What works
After looking at this graphic, I imagine most viewers come away thinking that fast food is more expensive than cooking at home, which was the intention of the accompanying opinion piece by Mark Bittman. The graphic succeeds in conveying visually just exactly the point that the article made using words.
The photographs are vibrant and catchy, bordering on food porn.
The sidebars feature the calorie counts for these meals in addition to the large price tags. The nutritional information graphs are useful for Bittman’s response to existing critics of the ‘cooking at home is better’ movement who have tried to argue that though fast food may be more expensive on a per meal basis, it is actually cheaper on a per calorie basis because fast food is so calorie dense (if a bit too heavily reliant on nutritionally vacuous fats and sugars). Bittman uses the nutritional information graphs to refute this claim and I applaud the graphic designer for including the rebuff of the critics in the graphic. It would have been easy enough to simply run the photos of the meals with their price tags.
What needs work
The photos take up too much space. This almost looks like an advertisement for McDonald’s, chicken, and beans.
The nutritional information bar graphs are potentially confusing. They do not measure absolutes so much as they show how each of the home-cooked meals stack up against McDonald’s. Since people are not used to thinking of their meals in comparison to what they would have eaten had they eaten at McDonald’s, I’m not sure the comparative nutritional graphs work as well as one graph that used absolute data and had all three meals on it. I am almost positive the graphic designer probably tried making just exactly that graph – if they are out there reading this I invite them to send me what that looked like to prove that my hunch to use a unified graph on this one would have been ugly, confusing, or just plain wrong.
References
Bittman, Mark. (24 September 2011) Is Junk Food Really Cheaper? New York Times, Sunday Review. Op-ed column.
Bittman, Mark. (20 September 2011) Cooking Solves Everything: How Time in the Kitchen Can Save Your Health, Your Budget, and Even the Planet [e-book] published by Byliner.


§ Assignment: The data should be printed in full, character for character.

++++ Supplied records

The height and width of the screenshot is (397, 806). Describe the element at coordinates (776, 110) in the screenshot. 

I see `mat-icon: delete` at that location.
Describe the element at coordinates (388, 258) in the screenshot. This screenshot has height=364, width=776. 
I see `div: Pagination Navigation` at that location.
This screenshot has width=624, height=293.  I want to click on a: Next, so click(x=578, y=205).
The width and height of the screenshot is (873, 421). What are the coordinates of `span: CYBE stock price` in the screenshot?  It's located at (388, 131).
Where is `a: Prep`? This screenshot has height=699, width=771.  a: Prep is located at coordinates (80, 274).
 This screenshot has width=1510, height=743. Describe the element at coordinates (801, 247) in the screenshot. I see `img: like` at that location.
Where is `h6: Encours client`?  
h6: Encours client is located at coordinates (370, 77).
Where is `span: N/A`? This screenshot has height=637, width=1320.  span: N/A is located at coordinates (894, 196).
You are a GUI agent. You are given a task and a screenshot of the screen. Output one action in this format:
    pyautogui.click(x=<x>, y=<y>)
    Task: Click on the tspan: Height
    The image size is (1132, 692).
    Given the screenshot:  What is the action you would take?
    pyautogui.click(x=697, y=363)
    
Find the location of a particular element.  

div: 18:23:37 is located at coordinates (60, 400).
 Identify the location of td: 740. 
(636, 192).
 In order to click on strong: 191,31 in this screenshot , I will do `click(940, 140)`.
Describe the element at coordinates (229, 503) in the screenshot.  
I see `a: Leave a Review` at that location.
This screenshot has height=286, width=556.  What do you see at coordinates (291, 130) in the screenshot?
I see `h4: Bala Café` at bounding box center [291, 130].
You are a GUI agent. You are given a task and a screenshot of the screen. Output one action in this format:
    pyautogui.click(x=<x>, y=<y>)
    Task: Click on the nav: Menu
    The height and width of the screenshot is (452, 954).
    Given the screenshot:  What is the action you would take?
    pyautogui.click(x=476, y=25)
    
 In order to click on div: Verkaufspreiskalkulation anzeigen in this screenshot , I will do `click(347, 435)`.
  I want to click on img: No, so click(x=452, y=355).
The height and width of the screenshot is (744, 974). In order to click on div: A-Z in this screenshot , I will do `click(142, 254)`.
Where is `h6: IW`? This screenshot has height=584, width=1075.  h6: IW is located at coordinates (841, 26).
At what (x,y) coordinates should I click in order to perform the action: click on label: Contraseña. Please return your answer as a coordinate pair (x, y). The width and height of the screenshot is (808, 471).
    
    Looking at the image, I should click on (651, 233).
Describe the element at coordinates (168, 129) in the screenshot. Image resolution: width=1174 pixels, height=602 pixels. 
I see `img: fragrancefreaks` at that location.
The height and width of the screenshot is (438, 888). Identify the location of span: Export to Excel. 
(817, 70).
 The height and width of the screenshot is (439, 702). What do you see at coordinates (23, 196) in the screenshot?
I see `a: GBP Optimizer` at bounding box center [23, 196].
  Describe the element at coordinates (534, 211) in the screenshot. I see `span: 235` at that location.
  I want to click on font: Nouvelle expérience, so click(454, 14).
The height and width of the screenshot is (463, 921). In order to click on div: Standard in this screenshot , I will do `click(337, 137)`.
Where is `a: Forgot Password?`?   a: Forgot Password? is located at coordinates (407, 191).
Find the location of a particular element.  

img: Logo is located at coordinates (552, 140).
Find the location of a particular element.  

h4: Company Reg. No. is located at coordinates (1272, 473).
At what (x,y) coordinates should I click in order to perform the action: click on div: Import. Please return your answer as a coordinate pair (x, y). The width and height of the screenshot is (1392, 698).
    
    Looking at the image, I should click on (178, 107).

++++++++

§ Completed exercise:
The height and width of the screenshot is (397, 806). Describe the element at coordinates (776, 110) in the screenshot. 

I see `mat-icon: delete` at that location.
Describe the element at coordinates (388, 258) in the screenshot. This screenshot has height=364, width=776. 
I see `div: Pagination Navigation` at that location.
This screenshot has width=624, height=293.  I want to click on a: Next, so click(x=578, y=205).
The width and height of the screenshot is (873, 421). What are the coordinates of `span: CYBE stock price` in the screenshot?  It's located at (388, 131).
Where is `a: Prep`? This screenshot has height=699, width=771.  a: Prep is located at coordinates (80, 274).
 This screenshot has width=1510, height=743. Describe the element at coordinates (801, 247) in the screenshot. I see `img: like` at that location.
Where is `h6: Encours client`?  
h6: Encours client is located at coordinates (370, 77).
Where is `span: N/A`? This screenshot has height=637, width=1320.  span: N/A is located at coordinates (894, 196).
You are a GUI agent. You are given a task and a screenshot of the screen. Output one action in this format:
    pyautogui.click(x=<x>, y=<y>)
    Task: Click on the tspan: Height
    The image size is (1132, 692).
    Given the screenshot:  What is the action you would take?
    pyautogui.click(x=697, y=363)
    
Find the location of a particular element.  

div: 18:23:37 is located at coordinates (60, 400).
 Identify the location of td: 740. 
(636, 192).
 In order to click on strong: 191,31 in this screenshot , I will do `click(940, 140)`.
Describe the element at coordinates (229, 503) in the screenshot.  
I see `a: Leave a Review` at that location.
This screenshot has height=286, width=556.  What do you see at coordinates (291, 130) in the screenshot?
I see `h4: Bala Café` at bounding box center [291, 130].
You are a GUI agent. You are given a task and a screenshot of the screen. Output one action in this format:
    pyautogui.click(x=<x>, y=<y>)
    Task: Click on the nav: Menu
    The height and width of the screenshot is (452, 954).
    Given the screenshot:  What is the action you would take?
    pyautogui.click(x=476, y=25)
    
 In order to click on div: Verkaufspreiskalkulation anzeigen in this screenshot , I will do `click(347, 435)`.
  I want to click on img: No, so click(x=452, y=355).
The height and width of the screenshot is (744, 974). In order to click on div: A-Z in this screenshot , I will do `click(142, 254)`.
Where is `h6: IW`? This screenshot has height=584, width=1075.  h6: IW is located at coordinates (841, 26).
At what (x,y) coordinates should I click in order to perform the action: click on label: Contraseña. Please return your answer as a coordinate pair (x, y). The width and height of the screenshot is (808, 471).
    
    Looking at the image, I should click on (651, 233).
Describe the element at coordinates (168, 129) in the screenshot. Image resolution: width=1174 pixels, height=602 pixels. 
I see `img: fragrancefreaks` at that location.
The height and width of the screenshot is (438, 888). Identify the location of span: Export to Excel. 
(817, 70).
 The height and width of the screenshot is (439, 702). What do you see at coordinates (23, 196) in the screenshot?
I see `a: GBP Optimizer` at bounding box center [23, 196].
  Describe the element at coordinates (534, 211) in the screenshot. I see `span: 235` at that location.
  I want to click on font: Nouvelle expérience, so click(454, 14).
The height and width of the screenshot is (463, 921). In order to click on div: Standard in this screenshot , I will do `click(337, 137)`.
Where is `a: Forgot Password?`?   a: Forgot Password? is located at coordinates (407, 191).
Find the location of a particular element.  

img: Logo is located at coordinates (552, 140).
Find the location of a particular element.  

h4: Company Reg. No. is located at coordinates (1272, 473).
At what (x,y) coordinates should I click in order to perform the action: click on div: Import. Please return your answer as a coordinate pair (x, y). The width and height of the screenshot is (1392, 698).
    
    Looking at the image, I should click on (178, 107).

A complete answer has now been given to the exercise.